Dr Sullivan mentioned: The carbon dioxide we emit into the atmosphere boosts tree growth, meaning that forests act as a carbon sink. But our results indicate that the tropical forests carbon sink is reaching saturation point.
In the 1990s intact tropical forests removed roughly 46 billion tonnes of carbon dioxide from the atmosphere, declining to an estimated 25 billion tonnes in the 2010s. While this represented 17% of human-made carbon dioxide emissions in the 1990s, it was 6% in the 2010s. The lost sink capacity in the 2010s compared to the 1990s is 21 billion tonnes carbon dioxide, equivalent to a decade of fossil fuel emissions from the UK, Germany, France and Canada combined. These long-term trends are matched by worrying predictions for the future.
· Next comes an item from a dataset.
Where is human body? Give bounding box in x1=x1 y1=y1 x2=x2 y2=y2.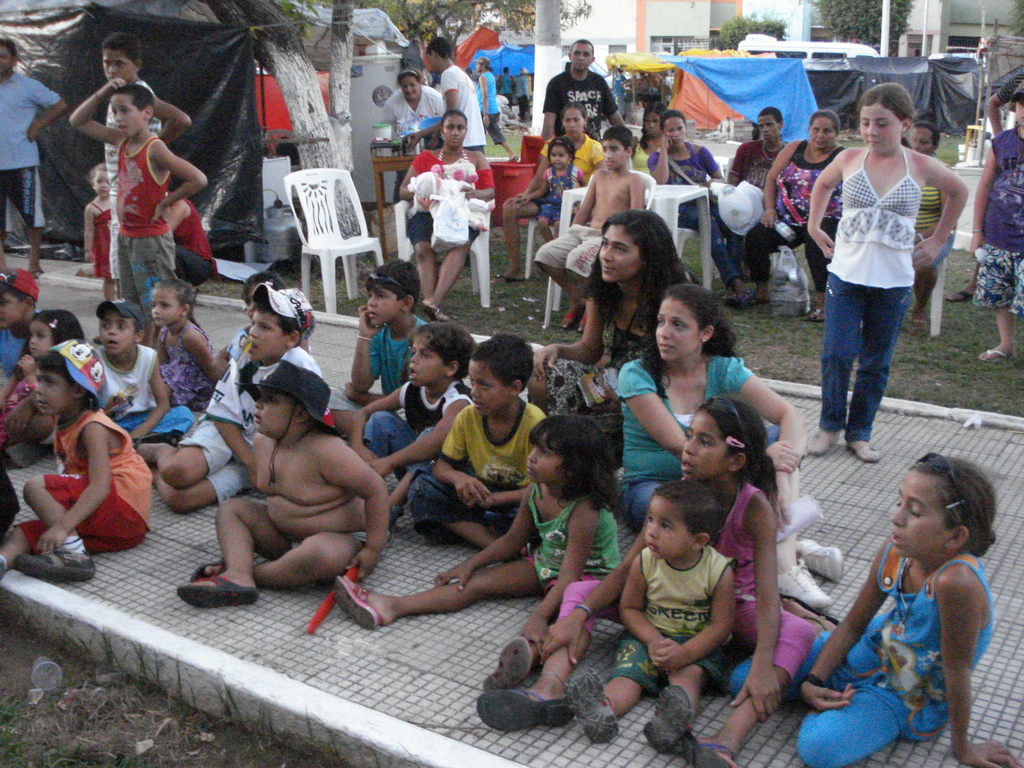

Differences between Continents
According to the study typical Amazonian forests are exposed to higher temperatures, faster temperature increases and more regular and severe droughts than African forests. Despite the decline in the ability of tropical forests to take in more carbon, the authors stress that forests are still huge reservoirs of carbon, storing 250 billion tonnes of carbon in their trees alone. Stabilising Earth’s climate is necessary to stabilise the carbon balance of intact tropical forests. The study was a collaboration between a global network of scientists from 94 institutions, including 34 institutions in Africa.
Tropical Forests
Deforestation – Biodiversity
Deforestation is a particular concern in tropical rain forests because these forests are home to much of the world’s biodiversity. For example, in the Amazon around 17% of the forest has been lost in the last 50 years. Forests lost mostly due to forest conversion for cattle ranching. Deforestation in this region is particularly rampant near more populated areas, roads and rivers. Even remote areas have been encroached upon when valuable mahogany, gold, and oil are discovered.
It is clear that there is now quite widespread public awareness of the fact that climate change is a reality and a serious threat to the future of humanity.